A lot of B&W's sales can be attributed to marketing. They associate themselves with Denon and Rotel. You rarely see a store that carries one of these without the other. It's like Rockford used to be with Alpine. And, B&W has built up the name. Nothing wrong with that, after all making money is the name of the game. People begin to buy an item based on rep and status over true listening and performance. Bose, need I say more... Please don't come unhinged, I'm not comparing B&W to Bose, I just use Bose as an example of the type of mindless purchses I'm talking about, in that respect, maybe I am comparing the two. Not that everyone who buys B&W are like that, we all have our own idea of how we want, or think, our music should sound.

Speakers are a very personal thing to a true audiophile. I'm talking about a person who buys the speaker based on sound solely and cares not what it looks like, not one of those guys who will buy a speaker because it's pretty and he has to please his wife so he compromises. I'm one who buys solely based on sound. I have not heard Audio Note speakers but have heard B&W plenty. Dynaudio, in my opinion wipes the floor with B&W's costing many times more. Driven by Krell or other high quality amps I have yet to hear anything give the impact and transcient response these combos reproduce. I'm talking crescendos so hard I didn't think possible to recreate by electronics. The closest thing to reproducing the snap of real drums I've heard. I'm sure there's many brands of speakers used in recording studios, I haven't been to many to see what was used. Dynaudio makes studio speakers and I'm assuming they are in some studios as they are still making them.

I feel it's a weakness if a speaker has to be put in a corner to work. That in itself will limit use and sales. AN isn't alone in the woods with a difficult placement though.
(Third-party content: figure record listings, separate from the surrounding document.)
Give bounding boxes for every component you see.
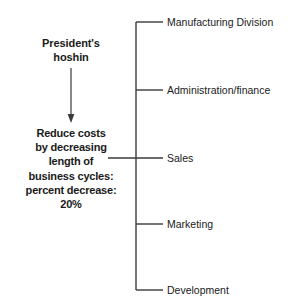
presidents-hoshin-title: President's hoshin [6, 36, 136, 64]
branch-label-marketing: Marketing [167, 218, 213, 230]
branch-label-development: Development [167, 284, 229, 296]
branch-label-manufacturing: Manufacturing Division [167, 16, 273, 28]
objective-line-5: percent decrease: [2, 183, 140, 197]
objective-line-3: length of [2, 154, 140, 168]
objective-line-1: Reduce costs [2, 126, 140, 140]
branch-label-sales: Sales [167, 152, 193, 164]
deployment-arrow-head [68, 114, 75, 123]
objective-text-block: Reduce costs by decreasing length of bus… [2, 126, 140, 211]
objective-line-2: by decreasing [2, 140, 140, 154]
branch-label-administration: Administration/finance [167, 84, 270, 96]
objective-line-6: 20% [2, 197, 140, 211]
hoshin-diagram: President's hoshin Reduce costs by decre… [0, 0, 290, 308]
presidents-hoshin-line-1: President's [6, 36, 136, 50]
objective-line-4: business cycles: [2, 169, 140, 183]
presidents-hoshin-line-2: hoshin [6, 50, 136, 64]
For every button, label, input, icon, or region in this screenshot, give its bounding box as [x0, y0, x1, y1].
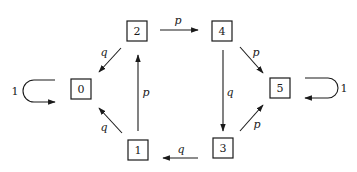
edge-label-2-0: q: [100, 46, 107, 59]
edge-3-to-5: p: [240, 105, 263, 131]
edge-label-3-5: p: [253, 118, 260, 131]
edge-label-5-5: 1: [341, 82, 348, 95]
edge-label-4-3: q: [226, 86, 233, 99]
self-loop-0: 1: [12, 80, 56, 102]
node-label-4: 4: [219, 25, 226, 38]
node-4: 4: [212, 21, 232, 41]
edge-label-1-0: q: [100, 121, 107, 134]
edge-3-to-1: q: [163, 143, 198, 159]
edge-label-3-1: q: [177, 143, 184, 156]
edge-1-to-0: q: [99, 108, 122, 134]
node-label-3: 3: [220, 142, 227, 155]
node-3: 3: [213, 138, 233, 158]
edge-label-4-5: p: [252, 46, 259, 59]
edge-4-to-3: q: [223, 50, 234, 131]
node-label-2: 2: [134, 25, 141, 38]
edge-2-to-4: p: [160, 14, 198, 31]
edge-1-to-2: p: [138, 55, 150, 131]
self-loop-5: 1: [305, 78, 348, 98]
node-1: 1: [128, 140, 148, 160]
edge-label-0-0: 1: [12, 85, 19, 98]
node-5: 5: [270, 78, 290, 98]
edge-2-to-0: q: [99, 46, 121, 73]
node-label-5: 5: [277, 82, 284, 95]
node-2: 2: [127, 21, 147, 41]
node-0: 0: [71, 79, 91, 99]
state-diagram: p q p q q q p p 1 1 0 1: [0, 0, 357, 172]
edge-4-to-5: p: [240, 46, 263, 74]
node-label-1: 1: [135, 144, 142, 157]
node-label-0: 0: [78, 83, 85, 96]
edge-label-2-4: p: [174, 14, 181, 27]
edge-label-1-2: p: [142, 86, 149, 99]
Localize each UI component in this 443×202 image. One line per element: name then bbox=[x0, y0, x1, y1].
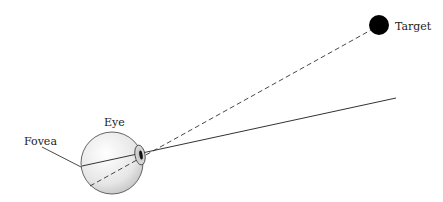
visual-axis-line bbox=[82, 98, 396, 166]
eyeball bbox=[81, 132, 143, 194]
diagram-canvas: Target Eye Fovea bbox=[0, 0, 443, 202]
fovea-label: Fovea bbox=[24, 135, 57, 148]
target-label: Target bbox=[395, 20, 432, 33]
target-ray-line bbox=[90, 30, 371, 186]
eye-diagram: Target Eye Fovea bbox=[0, 0, 443, 202]
fovea-pointer-line bbox=[42, 147, 83, 168]
target-dot bbox=[369, 15, 389, 35]
eye-label: Eye bbox=[104, 116, 125, 129]
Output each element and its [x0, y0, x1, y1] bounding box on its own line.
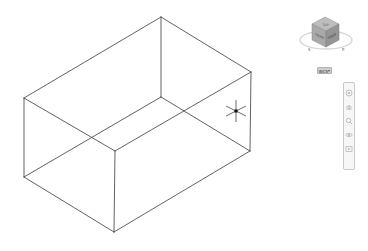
- wcs-menu-button[interactable]: WCS: [317, 67, 332, 74]
- edge-vertical-front: [114, 151, 115, 232]
- chevron-down-icon: [328, 70, 330, 72]
- zoom-magnifier-icon: [345, 117, 353, 125]
- crosshair-cursor-icon: [224, 99, 248, 123]
- wcs-label: WCS: [319, 69, 328, 74]
- edge-bottom-back-left: [24, 97, 161, 177]
- orbit-icon: [345, 131, 353, 139]
- showmotion-button[interactable]: [345, 145, 353, 153]
- edge-bottom-front-right: [114, 151, 250, 232]
- pan-hand-icon: [345, 103, 353, 111]
- viewcube-label-top: TOP: [321, 23, 328, 27]
- edge-top-front-left: [24, 98, 115, 151]
- edge-vertical-right: [250, 72, 251, 151]
- navigation-bar[interactable]: [343, 82, 355, 170]
- steering-wheel-icon: [345, 89, 353, 97]
- zoom-button[interactable]: [345, 117, 353, 125]
- edge-bottom-front-left: [24, 177, 114, 232]
- edge-top-back-left: [24, 17, 161, 98]
- pan-button[interactable]: [345, 103, 353, 111]
- steering-wheel-button[interactable]: [345, 89, 353, 97]
- compass-label-east[interactable]: E: [342, 47, 345, 52]
- edge-top-back-right: [161, 17, 251, 72]
- viewcube[interactable]: TOP FRONT RIGHT S E: [296, 10, 356, 60]
- showmotion-icon: [345, 145, 353, 153]
- orbit-button[interactable]: [345, 131, 353, 139]
- viewcube-graphic[interactable]: TOP FRONT RIGHT S E: [296, 10, 356, 60]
I believe I said this in my thread where I talk about the Sapphires, I have heard the Flagship Evidence and the, at the time, $35k Temptations, dollar per performance comparing the Sapphires to the big brothers, the Sapphires are a stunning value. When I heard them they were driven by Clayton Audio Class A monoblocks, I believe they are about $15k a pair, the rest of the electronics were T+A, the demo was incredible. Dynaudio had better be careful making speakers like the Sapphire at such a price because it becomes hard to justify more than double for a Temptation.

I also heard the Flagship Diamond series. They were driven by ARC with Classe' monoblocks. This was a very expensive system but one that made me think, "give me the money so I can buy something else". I later heard those Classe' monoblocks with an all Classe system and was very under whelmed so I can't lay all the blame on the B&W's.